Configuring allowed domains:

When selecting Restricted mode, you specify a list of domains. Both exact domains and wildcards are supported:

EntryWhat it matches
github.comgithub.com and *.github.com
npmjs.orgnpmjs.org and *.npmjs.org
api.example.comapi.example.com and *.api.example.com

Each domain entry automatically includes all subdomains.

Warden pre-populates the domain list based on the selected agent type: Claude Code gets *.anthropic.com, Codex gets *.openai.com, and both include shared infrastructure domains (GitHub, Ubuntu apt repos). Runtime-specific domains (npm, PyPI, Go modules, etc.) are added automatically based on the runtimes enabled for the project. You can customize this list at creation time or edit it later.

Live domain updates:

Allowed domains can be changed on a running container without restarting it. When you update domains in the edit dialog, Warden hot-reloads the network policy: the dnsmasq config and ipset are updated and dnsmasq is signaled to reload. Active connections to previously-allowed domains remain alive until they close naturally, while new connections to removed domains are blocked immediately.

All outbound traffic is blocked.
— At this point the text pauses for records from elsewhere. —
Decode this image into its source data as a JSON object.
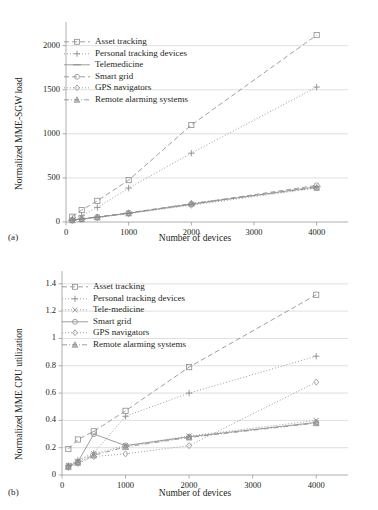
{
  "figure": {
    "background": "#ffffff",
    "ink": "#231f20",
    "grid_color": "#c9c9c9",
    "axis_color": "#9a9a9a",
    "series_color": "#8d8d8d"
  },
  "panels": [
    {
      "id": "a",
      "label": "(a)",
      "chart_data": {
        "type": "line",
        "title": "",
        "xlabel": "Number of devices",
        "ylabel": "Normalized MME-SGW load",
        "x": [
          100,
          250,
          500,
          1000,
          2000,
          4000
        ],
        "xlim": [
          0,
          4500
        ],
        "ylim": [
          0,
          2200
        ],
        "xticks": [
          0,
          1000,
          2000,
          3000,
          4000
        ],
        "xtick_labels": [
          "0",
          "1000",
          "2000",
          "3000",
          "4000"
        ],
        "yticks": [
          0,
          500,
          1000,
          1500,
          2000
        ],
        "ytick_labels": [
          "0",
          "500",
          "1000",
          "1500",
          "2000"
        ],
        "grid": "horizontal",
        "legend_position": "upper-left",
        "series": [
          {
            "name": "Asset tracking",
            "marker": "square",
            "dash": "dashed",
            "values": [
              60,
              135,
              240,
              475,
              1100,
              2120
            ]
          },
          {
            "name": "Personal tracking devices",
            "marker": "plus",
            "dash": "dotted",
            "values": [
              40,
              75,
              165,
              385,
              780,
              1530
            ]
          },
          {
            "name": "Telemedicine",
            "marker": "line",
            "dash": "solid",
            "values": [
              20,
              35,
              55,
              100,
              200,
              400
            ]
          },
          {
            "name": "Smart grid",
            "marker": "circle",
            "dash": "dashed",
            "values": [
              22,
              38,
              58,
              105,
              205,
              415
            ]
          },
          {
            "name": "GPS navigators",
            "marker": "diamond",
            "dash": "dotted",
            "values": [
              18,
              30,
              50,
              95,
              190,
              385
            ]
          },
          {
            "name": "Remote alarming systems",
            "marker": "triangle",
            "dash": "dashdot",
            "values": [
              20,
              33,
              52,
              98,
              210,
              390
            ]
          }
        ]
      }
    },
    {
      "id": "b",
      "label": "(b)",
      "chart_data": {
        "type": "line",
        "title": "",
        "xlabel": "Number of devices",
        "ylabel": "Normalized MME CPU utilization",
        "x": [
          100,
          250,
          500,
          1000,
          2000,
          4000
        ],
        "xlim": [
          0,
          4500
        ],
        "ylim": [
          0,
          1.45
        ],
        "xticks": [
          0,
          1000,
          2000,
          3000,
          4000
        ],
        "xtick_labels": [
          "0",
          "1000",
          "2000",
          "3000",
          "4000"
        ],
        "yticks": [
          0,
          0.2,
          0.4,
          0.6,
          0.8,
          1.0,
          1.2,
          1.4
        ],
        "ytick_labels": [
          "0",
          "0.2",
          "0.4",
          "0.6",
          "0.8",
          "1",
          "1.2",
          "1.4"
        ],
        "grid": "horizontal",
        "legend_position": "upper-left",
        "series": [
          {
            "name": "Asset tracking",
            "marker": "square",
            "dash": "dashed",
            "values": [
              0.19,
              0.26,
              0.32,
              0.47,
              0.79,
              1.32
            ]
          },
          {
            "name": "Personal tracking devices",
            "marker": "plus",
            "dash": "dotted",
            "values": [
              0.07,
              0.11,
              0.16,
              0.43,
              0.6,
              0.87
            ]
          },
          {
            "name": "Tele-medicine",
            "marker": "cross",
            "dash": "dotted",
            "values": [
              0.07,
              0.1,
              0.155,
              0.215,
              0.285,
              0.4
            ]
          },
          {
            "name": "Smart grid",
            "marker": "circle",
            "dash": "solid",
            "values": [
              0.065,
              0.095,
              0.3,
              0.215,
              0.28,
              0.385
            ]
          },
          {
            "name": "GPS navigators",
            "marker": "diamond",
            "dash": "dotted",
            "values": [
              0.055,
              0.085,
              0.135,
              0.155,
              0.215,
              0.68
            ]
          },
          {
            "name": "Remote alarming systems",
            "marker": "triangle",
            "dash": "dashdot",
            "values": [
              0.06,
              0.09,
              0.145,
              0.205,
              0.275,
              0.38
            ]
          }
        ]
      }
    }
  ]
}
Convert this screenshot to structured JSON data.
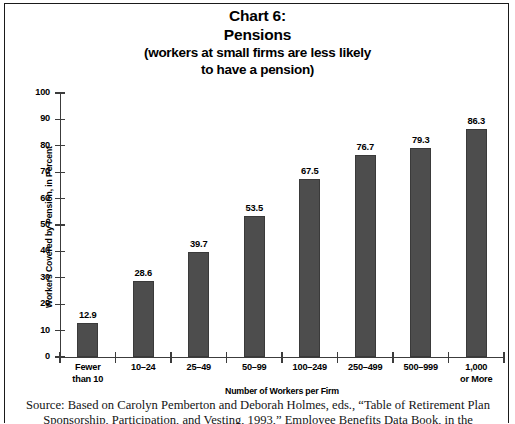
{
  "title": {
    "line1": "Chart 6:",
    "line2": "Pensions",
    "line3": "(workers at small firms are less likely",
    "line4": "to have a pension)"
  },
  "source": {
    "line1": "Source: Based on Carolyn Pemberton and Deborah Holmes, eds., “Table of Retirement Plan",
    "line2": "Sponsorship, Participation, and Vesting, 1993,” Employee Benefits Data Book, in the"
  },
  "chart_data": {
    "type": "bar",
    "title": "Chart 6: Pensions (workers at small firms are less likely to have a pension)",
    "xlabel": "Number of Workers per Firm",
    "ylabel": "Workers Covered by Pension, in Percent",
    "ylim": [
      0,
      100
    ],
    "ytick_step": 10,
    "yticks": [
      "100",
      "90",
      "80",
      "70",
      "60",
      "50",
      "40",
      "30",
      "20",
      "10",
      "0"
    ],
    "grid": false,
    "legend": "none",
    "bar_color": "#4d4d4d",
    "categories": [
      "Fewer than 10",
      "10–24",
      "25–49",
      "50–99",
      "100–249",
      "250–499",
      "500–999",
      "1,000 or More"
    ],
    "category_lines": [
      [
        "Fewer",
        "than 10"
      ],
      [
        "10–24",
        ""
      ],
      [
        "25–49",
        ""
      ],
      [
        "50–99",
        ""
      ],
      [
        "100–249",
        ""
      ],
      [
        "250–499",
        ""
      ],
      [
        "500–999",
        ""
      ],
      [
        "1,000",
        "or More"
      ]
    ],
    "values": [
      12.9,
      28.6,
      39.7,
      53.5,
      67.5,
      76.7,
      79.3,
      86.3
    ],
    "value_labels": [
      "12.9",
      "28.6",
      "39.7",
      "53.5",
      "67.5",
      "76.7",
      "79.3",
      "86.3"
    ]
  }
}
Only loopback (localhost) and established connections (responses to already-open connections) are allowed.

Use this for air-gapped operation — when Claude should work entirely with local files and tools, with no internet access.

Containers can reach services running on the host machine (e.g. a local dev server, database, or API) using the special hostname host.docker.internal.
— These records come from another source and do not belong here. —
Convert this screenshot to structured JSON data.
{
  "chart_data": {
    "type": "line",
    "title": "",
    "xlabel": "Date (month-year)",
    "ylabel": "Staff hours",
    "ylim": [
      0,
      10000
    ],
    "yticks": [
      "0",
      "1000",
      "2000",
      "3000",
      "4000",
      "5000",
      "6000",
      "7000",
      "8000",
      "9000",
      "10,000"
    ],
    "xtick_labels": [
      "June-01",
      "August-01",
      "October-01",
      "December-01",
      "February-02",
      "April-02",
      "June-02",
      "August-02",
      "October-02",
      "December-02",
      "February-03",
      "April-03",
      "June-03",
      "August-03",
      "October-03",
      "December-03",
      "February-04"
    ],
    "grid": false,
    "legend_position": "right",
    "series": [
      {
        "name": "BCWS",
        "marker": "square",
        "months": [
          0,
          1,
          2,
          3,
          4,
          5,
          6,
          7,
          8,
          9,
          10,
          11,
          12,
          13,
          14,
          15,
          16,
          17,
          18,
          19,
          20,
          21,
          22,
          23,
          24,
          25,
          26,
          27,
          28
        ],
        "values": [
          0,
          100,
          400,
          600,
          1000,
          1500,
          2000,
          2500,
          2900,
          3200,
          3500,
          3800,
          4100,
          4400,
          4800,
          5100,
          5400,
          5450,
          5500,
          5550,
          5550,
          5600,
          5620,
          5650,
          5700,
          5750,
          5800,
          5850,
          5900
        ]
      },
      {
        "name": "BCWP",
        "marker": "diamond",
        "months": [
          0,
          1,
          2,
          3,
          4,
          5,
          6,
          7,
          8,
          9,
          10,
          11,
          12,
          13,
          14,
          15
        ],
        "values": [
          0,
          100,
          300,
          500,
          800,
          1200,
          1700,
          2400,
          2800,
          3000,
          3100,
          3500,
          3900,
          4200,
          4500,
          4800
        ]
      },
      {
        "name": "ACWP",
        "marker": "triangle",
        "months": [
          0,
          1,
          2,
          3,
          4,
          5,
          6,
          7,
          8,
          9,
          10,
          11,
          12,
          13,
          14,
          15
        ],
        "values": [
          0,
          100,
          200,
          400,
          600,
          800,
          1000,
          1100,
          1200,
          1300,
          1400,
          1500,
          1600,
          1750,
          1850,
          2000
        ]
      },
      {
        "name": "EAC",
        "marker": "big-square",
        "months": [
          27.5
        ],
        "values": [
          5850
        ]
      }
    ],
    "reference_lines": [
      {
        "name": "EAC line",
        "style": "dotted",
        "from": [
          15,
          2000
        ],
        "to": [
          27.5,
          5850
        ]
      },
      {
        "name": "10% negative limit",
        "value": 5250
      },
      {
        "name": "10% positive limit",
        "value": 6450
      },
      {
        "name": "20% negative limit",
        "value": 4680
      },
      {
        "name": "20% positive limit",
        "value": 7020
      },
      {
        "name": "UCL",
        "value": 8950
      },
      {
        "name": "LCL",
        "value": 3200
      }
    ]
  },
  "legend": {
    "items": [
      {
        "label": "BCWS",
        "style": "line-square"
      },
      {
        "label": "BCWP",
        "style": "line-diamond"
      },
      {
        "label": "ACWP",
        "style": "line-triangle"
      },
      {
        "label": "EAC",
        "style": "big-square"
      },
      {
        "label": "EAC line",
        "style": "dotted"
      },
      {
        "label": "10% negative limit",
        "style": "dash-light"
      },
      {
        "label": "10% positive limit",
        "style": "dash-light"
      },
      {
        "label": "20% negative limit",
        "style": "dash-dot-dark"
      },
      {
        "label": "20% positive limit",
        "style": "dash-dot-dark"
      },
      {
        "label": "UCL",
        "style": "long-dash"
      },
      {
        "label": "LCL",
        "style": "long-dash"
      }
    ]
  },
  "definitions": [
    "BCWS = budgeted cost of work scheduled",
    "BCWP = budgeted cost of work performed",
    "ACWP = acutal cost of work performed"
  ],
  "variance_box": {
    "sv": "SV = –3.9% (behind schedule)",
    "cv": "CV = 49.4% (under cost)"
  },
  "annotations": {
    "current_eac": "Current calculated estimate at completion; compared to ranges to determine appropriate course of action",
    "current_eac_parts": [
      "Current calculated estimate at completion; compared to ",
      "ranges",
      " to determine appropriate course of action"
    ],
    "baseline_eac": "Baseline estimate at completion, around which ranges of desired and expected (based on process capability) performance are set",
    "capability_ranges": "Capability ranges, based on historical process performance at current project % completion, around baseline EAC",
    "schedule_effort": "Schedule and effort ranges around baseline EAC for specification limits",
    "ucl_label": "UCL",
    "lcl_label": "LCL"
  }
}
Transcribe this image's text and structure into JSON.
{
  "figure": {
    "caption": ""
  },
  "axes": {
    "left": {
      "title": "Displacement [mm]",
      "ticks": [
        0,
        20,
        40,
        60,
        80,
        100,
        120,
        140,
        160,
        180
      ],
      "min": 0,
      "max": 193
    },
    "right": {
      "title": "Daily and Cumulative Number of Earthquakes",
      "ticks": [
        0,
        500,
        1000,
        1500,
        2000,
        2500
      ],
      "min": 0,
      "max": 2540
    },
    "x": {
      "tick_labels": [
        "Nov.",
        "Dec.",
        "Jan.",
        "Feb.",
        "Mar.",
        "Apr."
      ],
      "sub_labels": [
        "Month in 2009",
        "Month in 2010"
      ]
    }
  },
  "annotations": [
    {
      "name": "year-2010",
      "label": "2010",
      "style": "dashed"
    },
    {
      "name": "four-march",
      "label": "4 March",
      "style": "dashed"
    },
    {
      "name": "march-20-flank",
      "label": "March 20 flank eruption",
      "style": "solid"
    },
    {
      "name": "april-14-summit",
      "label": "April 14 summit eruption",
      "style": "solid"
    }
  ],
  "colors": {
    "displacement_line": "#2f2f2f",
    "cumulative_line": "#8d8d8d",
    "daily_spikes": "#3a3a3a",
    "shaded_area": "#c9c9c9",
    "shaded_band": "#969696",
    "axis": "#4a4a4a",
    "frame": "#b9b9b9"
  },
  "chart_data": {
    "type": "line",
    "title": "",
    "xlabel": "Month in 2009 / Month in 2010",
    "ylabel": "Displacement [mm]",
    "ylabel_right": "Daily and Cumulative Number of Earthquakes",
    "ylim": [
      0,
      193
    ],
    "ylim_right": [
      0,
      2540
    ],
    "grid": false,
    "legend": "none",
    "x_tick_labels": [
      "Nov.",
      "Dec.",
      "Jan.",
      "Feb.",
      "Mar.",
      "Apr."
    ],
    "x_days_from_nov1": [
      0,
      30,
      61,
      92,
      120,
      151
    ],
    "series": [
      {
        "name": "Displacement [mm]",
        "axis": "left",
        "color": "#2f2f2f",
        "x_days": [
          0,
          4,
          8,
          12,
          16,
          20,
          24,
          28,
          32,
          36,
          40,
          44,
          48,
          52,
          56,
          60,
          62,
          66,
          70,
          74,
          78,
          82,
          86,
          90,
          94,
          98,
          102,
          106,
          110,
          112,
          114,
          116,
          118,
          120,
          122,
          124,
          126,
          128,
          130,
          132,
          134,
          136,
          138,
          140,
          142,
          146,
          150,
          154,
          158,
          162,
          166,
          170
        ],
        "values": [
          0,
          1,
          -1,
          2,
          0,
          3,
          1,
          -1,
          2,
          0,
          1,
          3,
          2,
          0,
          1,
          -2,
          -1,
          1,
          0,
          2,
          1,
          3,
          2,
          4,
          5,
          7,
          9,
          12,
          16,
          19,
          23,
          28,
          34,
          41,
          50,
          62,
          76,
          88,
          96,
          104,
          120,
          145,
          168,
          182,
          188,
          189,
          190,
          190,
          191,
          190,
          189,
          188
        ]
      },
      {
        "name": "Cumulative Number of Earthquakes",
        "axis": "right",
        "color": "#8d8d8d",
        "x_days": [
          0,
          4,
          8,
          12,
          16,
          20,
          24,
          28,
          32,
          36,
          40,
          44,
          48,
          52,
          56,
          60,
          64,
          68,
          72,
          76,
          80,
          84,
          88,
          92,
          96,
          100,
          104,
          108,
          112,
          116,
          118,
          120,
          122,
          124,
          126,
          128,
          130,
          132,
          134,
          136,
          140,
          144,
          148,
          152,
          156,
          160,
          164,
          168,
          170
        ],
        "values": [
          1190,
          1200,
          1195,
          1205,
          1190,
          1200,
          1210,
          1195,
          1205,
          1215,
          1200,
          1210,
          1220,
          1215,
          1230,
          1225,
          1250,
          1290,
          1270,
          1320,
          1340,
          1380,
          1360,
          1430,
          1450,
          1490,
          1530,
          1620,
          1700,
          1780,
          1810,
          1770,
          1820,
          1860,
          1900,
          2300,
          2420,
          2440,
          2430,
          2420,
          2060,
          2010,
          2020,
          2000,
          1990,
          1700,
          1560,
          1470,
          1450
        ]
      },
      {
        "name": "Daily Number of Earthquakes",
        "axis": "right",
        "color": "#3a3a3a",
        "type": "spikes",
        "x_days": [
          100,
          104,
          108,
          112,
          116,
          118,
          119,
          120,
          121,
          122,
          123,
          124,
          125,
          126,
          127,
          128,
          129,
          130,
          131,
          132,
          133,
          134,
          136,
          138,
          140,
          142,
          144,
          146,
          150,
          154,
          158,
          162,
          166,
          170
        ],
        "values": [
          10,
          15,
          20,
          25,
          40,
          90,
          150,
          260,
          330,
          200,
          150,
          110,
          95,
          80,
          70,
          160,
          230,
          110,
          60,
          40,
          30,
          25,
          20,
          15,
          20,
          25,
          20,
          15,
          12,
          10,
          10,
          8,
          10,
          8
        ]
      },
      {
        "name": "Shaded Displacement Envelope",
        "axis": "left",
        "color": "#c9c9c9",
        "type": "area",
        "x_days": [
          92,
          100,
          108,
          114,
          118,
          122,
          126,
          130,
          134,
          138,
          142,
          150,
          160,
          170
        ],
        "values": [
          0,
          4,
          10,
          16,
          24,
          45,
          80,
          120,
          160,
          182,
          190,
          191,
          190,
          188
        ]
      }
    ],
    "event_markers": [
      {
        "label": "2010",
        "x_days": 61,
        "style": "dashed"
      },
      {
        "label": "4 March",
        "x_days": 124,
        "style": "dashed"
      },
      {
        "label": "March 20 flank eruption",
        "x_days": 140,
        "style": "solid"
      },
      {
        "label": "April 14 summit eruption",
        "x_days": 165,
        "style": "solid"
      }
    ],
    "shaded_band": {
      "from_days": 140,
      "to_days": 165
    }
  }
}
For example, if you’re running a dev server on port 3000 on the host:

Terminal window
# Inside the container
curl http://host.docker.internal:3000

This works in all network modes — host.docker.internal resolves to the host’s IP via Docker’s host-gateway mapping. It does not count as outbound internet traffic, so it is not affected by domain allowlists in Restricted mode or blocked in None mode.

When an agent starts a web server inside the container (e.g. Vite on port 5173), you can access it from the host via Warden’s built-in reverse proxy.

Declaring ports:

Add the ports you want to forward in your project’s container settings. Ports can also be declared in .warden.json:

{
"forwardedPorts": [5173, 3000]
}

Each declared port is accessible via a subdomain URL:

http://{projectId}-{agentType}-{port}.localhost:8090/

For example, if your project ID is a1b2c3d4e5f6 and you’re running Claude Code with Vite on port 5173:

http://a1b2c3d4e5f6-claude-code-5173.localhost:8090/

Warden’s web UI shows clickable port chips on each project card that open the proxy URL in a new tab.

How it works:

Warden’s Go backend routes requests based on the Host header — when a request arrives at {projectId}-{agentType}-{port}.localhost, it reverse-proxies it to the container’s internal IP. Browsers resolve *.localhost to 127.0.0.1 automatically (RFC 6761), so no DNS or hosts file configuration is needed.
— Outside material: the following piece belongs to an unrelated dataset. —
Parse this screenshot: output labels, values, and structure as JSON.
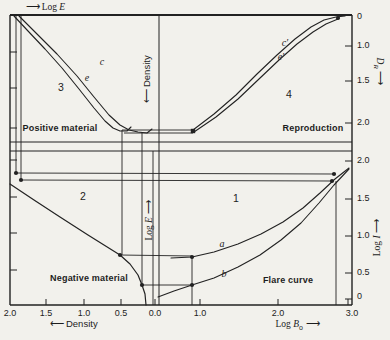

  • HMR (hot module replacement) works — WebSocket upgrade is supported
  • Root-relative asset paths work correctly (no path prefix to break them)
  • Multiple containers can each use the same port internally without conflicts
  • No Docker port bindings are needed, so no container recreation is required

Live updates:

Forwarded ports can be added or removed on a running container without restarting it. The proxy validates each request against the current declared port list — undeclared ports are rejected.

Network isolation is enforced from outside the container using Docker’s privileged exec mechanism. The container itself does not have the NET_ADMIN capability, which means:

  • Users cannot disable network rules using iptables — even with sudo, the command fails with EPERM because the capability bounding set does not include NET_ADMIN.
  • The dnsmasq DNS resolver runs as root and cannot be killed by the warden user.
  • Package installation via sudo apt-get install works normally — sudo has access to standard capabilities (file ownership, process management) but not network administration.
  • Domain IPs are resolved dynamically, but if a domain’s IP changes and DNS caching hasn’t refreshed, there may be a brief interruption. Editing the allowed domains list triggers a full re-resolution; otherwise restart the container.
  • Network mode changes (e.g. fullrestricted) still require container recreation since they involve different iptables rule sets.